I would say that large banks have the best combination of bigness
and resources that they can employ, and IIRC have some sort of
exclusive information-sharing arrangement about security
incidents; they are not allowed to share that information, even
with the government, except perhaps under subpoena.  Well, that
was true in the pre-PATRIOT act days.  I know that they are big enough
to see malware on occasion before the anti-virus companies see it.

Sadly, governments almost always seem to be preparing for the last
war, or avoiding yesterday's problem.  I believe that this is a
direct consequence of the fact that they attract the most risk-averse
employees.  In the clearance world, being a risk-taker is considered a
disqualifying factor.  There's a lot of competitiveness for the
limelight, and a lot of decisions are made based on trying to make
others appear foolish, or to cover up your own mistakes, not only
because they desire job security, but also because a lot of the
attention is negative.  It seems like the government's failures
are usually public, and their successes unquantifiable.  How many
intrusions did you stop?  Who knows?  When it can't be quantified,
or it's really technical, it's subject to internal spin or
scapegoating or... well, politics.

Also, government agencies have an inherent limitation on efficiency.
An unregulated corporation can choose not to enter an unprofitable
market.  Governments are not allowed this luxury, in general.
They also have to balance the desires of different constituents;
privacy advocates complaining about any intelligence-gathering,
lassez-faire libertarians who think the private sector would do
a better job at everything, jingoists and politicians who want to
score a point by blaming them for not stopping every bad possibility
for every citizen everywhere, all the time, and so on.

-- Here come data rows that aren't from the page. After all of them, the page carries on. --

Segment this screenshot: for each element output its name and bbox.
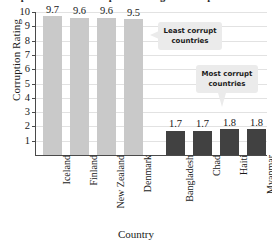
- y-tick: 5: [36, 84, 37, 85]
- callout-line-2: countries: [201, 79, 253, 89]
- y-tick-label: 8: [25, 35, 30, 46]
- x-tick-label: Bangladesh: [180, 155, 195, 202]
- callout-tail-left: [150, 31, 159, 39]
- y-tick-mark: [32, 141, 36, 142]
- bar-chart: Reported Data: Corruption Rating of Corr…: [0, 0, 272, 243]
- y-tick: 2: [36, 126, 37, 127]
- x-tick-label: Haiti: [234, 155, 249, 175]
- x-tick-label: Myanmar: [261, 155, 273, 194]
- y-tick: 7: [36, 55, 37, 56]
- y-axis-title: Corruption Rating: [10, 0, 22, 130]
- bar: 1.8Haiti: [220, 129, 239, 155]
- x-tick-label: Iceland: [57, 155, 72, 184]
- callout-line-2: countries: [163, 36, 217, 46]
- y-tick-mark: [32, 69, 36, 70]
- y-tick-label: 9: [25, 21, 30, 32]
- y-tick-label: 1: [25, 135, 30, 146]
- y-tick: 4: [36, 98, 37, 99]
- bar: 9.5Denmark: [124, 19, 143, 155]
- y-tick-label: 7: [25, 50, 30, 61]
- callout-line-1: Least corrupt: [163, 26, 217, 36]
- y-tick-mark: [32, 84, 36, 85]
- y-tick-mark: [32, 55, 36, 56]
- x-tick-label: Denmark: [138, 155, 153, 192]
- x-tick-label: Finland: [84, 155, 99, 186]
- y-tick: 3: [36, 112, 37, 113]
- bar-value-label: 1.8: [223, 118, 236, 129]
- callout-line-1: Most corrupt: [201, 69, 253, 79]
- y-tick-mark: [32, 41, 36, 42]
- bar: 1.7Bangladesh: [166, 131, 185, 155]
- bar: 1.7Chad: [193, 131, 212, 155]
- y-tick-label: 2: [25, 121, 30, 132]
- plot-area: 10987654321 9.7Iceland9.6Finland9.6New Z…: [36, 12, 267, 155]
- y-tick: 9: [36, 26, 37, 27]
- y-tick-label: 3: [25, 107, 30, 118]
- y-tick: 8: [36, 41, 37, 42]
- y-tick-mark: [32, 98, 36, 99]
- x-axis-title: Country: [0, 228, 272, 240]
- y-tick-label: 10: [20, 7, 31, 18]
- gridline: [36, 12, 267, 13]
- y-tick-label: 4: [25, 93, 30, 104]
- y-tick: 10: [36, 12, 37, 13]
- bar-value-label: 1.7: [196, 119, 209, 130]
- bar: 9.6Finland: [70, 18, 89, 155]
- bar-value-label: 9.6: [100, 6, 113, 17]
- y-tick-mark: [32, 26, 36, 27]
- y-tick: 6: [36, 69, 37, 70]
- y-tick-label: 5: [25, 78, 30, 89]
- callout-tail-down: [218, 93, 226, 107]
- bar: 9.7Iceland: [43, 16, 62, 155]
- y-tick-mark: [32, 112, 36, 113]
- least-corrupt-callout: Least corrupt countries: [158, 22, 222, 50]
- bar-value-label: 9.7: [46, 5, 59, 16]
- chart-title: Reported Data: Corruption Rating of Corr…: [0, 0, 272, 2]
- y-tick-mark: [32, 12, 36, 13]
- bar-value-label: 9.5: [127, 8, 140, 19]
- y-tick-mark: [32, 126, 36, 127]
- most-corrupt-callout: Most corrupt countries: [196, 65, 258, 93]
- bar-value-label: 9.6: [73, 6, 86, 17]
- x-tick-label: Chad: [207, 155, 222, 176]
- bar: 1.8Myanmar: [247, 129, 266, 155]
- y-tick: 1: [36, 141, 37, 142]
- bar: 9.6New Zealand: [97, 18, 116, 155]
- y-tick-label: 6: [25, 64, 30, 75]
- x-tick-label: New Zealand: [111, 155, 126, 209]
- bar-value-label: 1.8: [250, 118, 263, 129]
- bar-value-label: 1.7: [169, 119, 182, 130]
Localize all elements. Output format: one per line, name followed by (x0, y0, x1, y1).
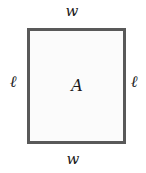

Personally, I'm not worried about terrorism.  Not that long ago,
we were worried about the entire planet being made uninhabitable
and humanity quickly extinct by mutually assured destruction.
Now we only have to worry about a cause of death with roughly
the same probability of being killed by a snake bite.  I didn't
hear anyone calling for a war on snakes (not even on planes).
I consider this excellent progress.

PS: This is an excellent blog on security, technology, and
homeland security: http://www.schneier.com/blog/
- --
The whole point of the Internet is that different kinds of computers
can interoperate.  Every time you see a web site that only supports
certain browsers or operating systems, they clearly don't get it.